For the first time since its founding in 1988, the Department of Health Care Policy in the Blavatnik Institute at Harvard Medical School will have a new chair.
Nicole Maestas, the Margaret T. Morris Professor of Health Care Policy, will begin her term as chair Nov. 1.
A specialist on the economics of disability insurance, labor markets, health care systems, and population aging, Maestas has been a faculty member in the department since 2015.
“I am inspired by Nicole’s vision for leading the Department of Health Care Policy at a time when our country is in dire need of strong insights into how the economics and policy aspects of health care can improve health and well-being for all,” said HMS Dean George Q. Daley in his announcement to the community.
Maestas was chosen following a rigorous national search that surfaced numerous outstanding candidates within and beyond the Harvard community.
“Nicole stood out for her disciplinary excellence and her discerning taste for distinction in others,” Daley said.
Maestas has made major contributions to science by combining new data sources with innovative study designs, Daley said.

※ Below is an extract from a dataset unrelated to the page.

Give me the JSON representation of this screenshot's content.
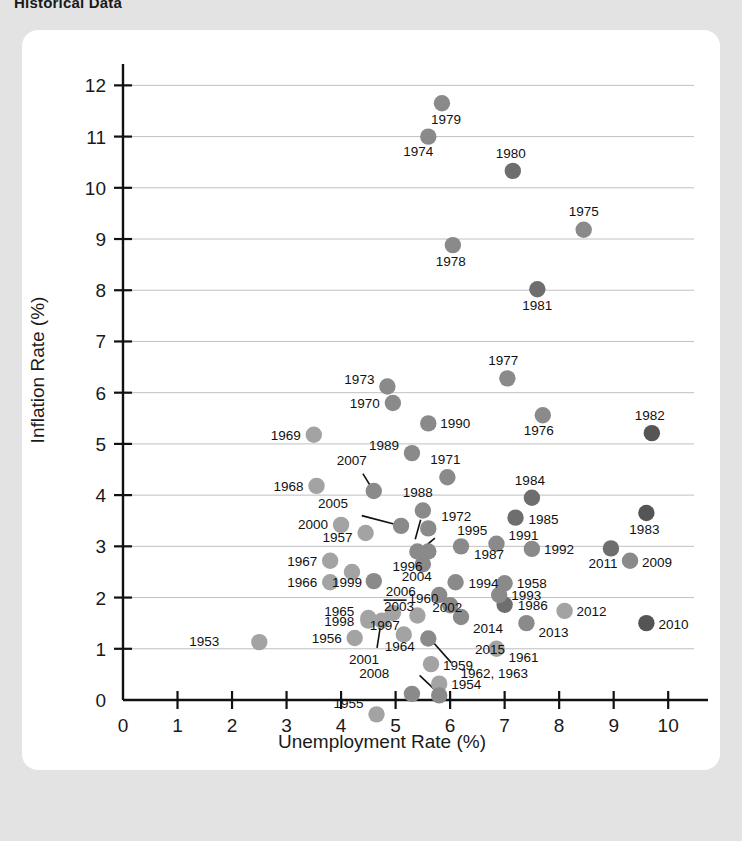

She has also helped overcome long-standing obstacles to understanding the context, cause, and effects of policy-relevant issues related to disability and aging.
“Her explorations of the complex interaction of social, economic, and medical factors exemplify the multifaceted, multidisciplinary work necessary to improve policy and individual health while also enhancing people’s ability to work, be productive, and participate in society in meaningful ways,” Daley said.
Maestas earned her Master of Public Policy and PhD in economics from the University of California, Berkeley. Before coming to Harvard, she was a senior economist at RAND, where she led a multidisciplinary research department and taught at the Pardee RAND Graduate School. In addition to her appointment at HMS, Maestas is also a research affiliate and director of the Retirement and Disability Research Center at the National Bureau of Economic Research.
Better research, better policy, better health
Maestas highlighted the importance and promise of health care policy research at this moment.
“With more data and more powerful analytical tools than we’ve ever had access to before, there’s so much we can learn and do to improve health policy at the local, state, and national levels,” she said.
One of the most powerful lessons Maestas has learned in her years of researching the needs of people with disabilities is that it’s essential to focus more on the things that can be done than on the things that can’t.
“To improve economic participation of people with disabilities, I’ve found it’s less helpful to define a person based on their disability and more useful to recognize their many abilities and ways to contribute,” she said. “In the same way, when I’m thinking about policy research, I want to build a framework that can give rise to potential policy solutions instead of just identifying problems.”